107 Castle Hill is a Grade II listed building in the Reading local planning authority area, England. First listed on 14 December 1978. House.
107 Castle Hill
- WRENN ID
- open-truss-swift
- Grade
- II
- Local Planning Authority
- Reading
- Country
- England
- Date first listed
- 14 December 1978
- Type
- House
- Source
- Historic England listing
Description
107 Castle Hill is an early 19th-century house, now converted to flats.
The building is constructed of stucco with stone dressings and a slate roof. It comprises three storeys and a basement, with a lower two-storey range plus basement to the west (adjoining 109 Castle Hill), and a two-storey stable wing to the east (adjoining 105 Castle Hill) set back from the main elevation.
The principal façade is a neoclassical villa design with a central element of three bays. The main house has a hipped roof while the subsidiary ranges have pitched roofs, all recessed behind parapets. The raised ground floor is embellished with channelled stucco and contains two round-arched sash windows with plate-glass panes on the central element and one on the west wing. A round-arched doorway is positioned off-centre in the westernmost bay of the main element, with a six-panelled partly glazed door and semi-circular fanlight above, accessed by a flight of painted stone steps with iron handrails. A plat band runs between the ground floor and basement at the height of the basement window heads.

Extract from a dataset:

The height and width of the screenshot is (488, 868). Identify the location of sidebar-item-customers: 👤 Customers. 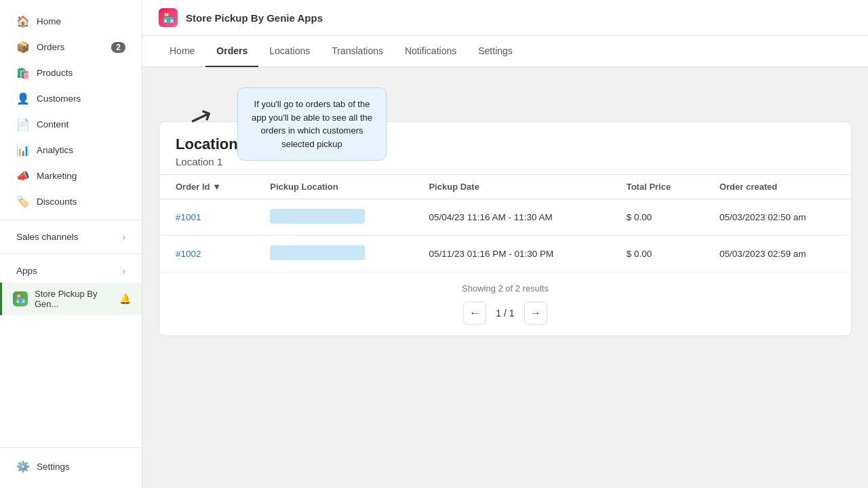
(71, 99).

The basement area in front of the main house is bounded by a low rendered wall of inverted arches between pillars and contains two three-over-six sash windows.
A projecting plat band runs across the main house and west wing just below the first-floor window sills. The central element features four Ionic pilasters rising through the upper two storeys, supporting an entablature with plain frieze and modillioned cornice, which forms part of a stone-coped parapet. The west wing has a simpler cornice below a short parapet with a raised central panel. At first-floor level, the main building has three recessed six-over-six sash windows with architrave surrounds, while the west wing contains a single recessed six-over-six sash without surround. The second floor has three three-over-three sashes with no surrounds. The upper part of the east elevation is smooth rendered and featureless.
The former coach house to the east has a carriage entrance with timber double doors and a single two-pane sash window with round-arched head breaking through a plat band. Circular bosses containing floral reliefs in plaster flank the window. The parapet carries a simple cornice matching the west wing.
The rear (south) elevation of the main building is rendered with a regular fenestration pattern of three flat-headed window openings at each of ground, first and second floors, all containing sashes except for the central second-floor window which is blind. The west wing's rear elevation is similarly rendered with a single flat-headed sash at first-floor level. The coach house rear elevation is of exposed reddish-brown brick with a coach entrance at ground floor and a single sash window at first-floor level. A further former coach house is understood to exist to the rear of the property.
Internally, there is a segmental arch with panelled soffit and a tightly-turned stair with wreathed curtail rail to the ground-floor terminus. Some doors have reeded surrounds.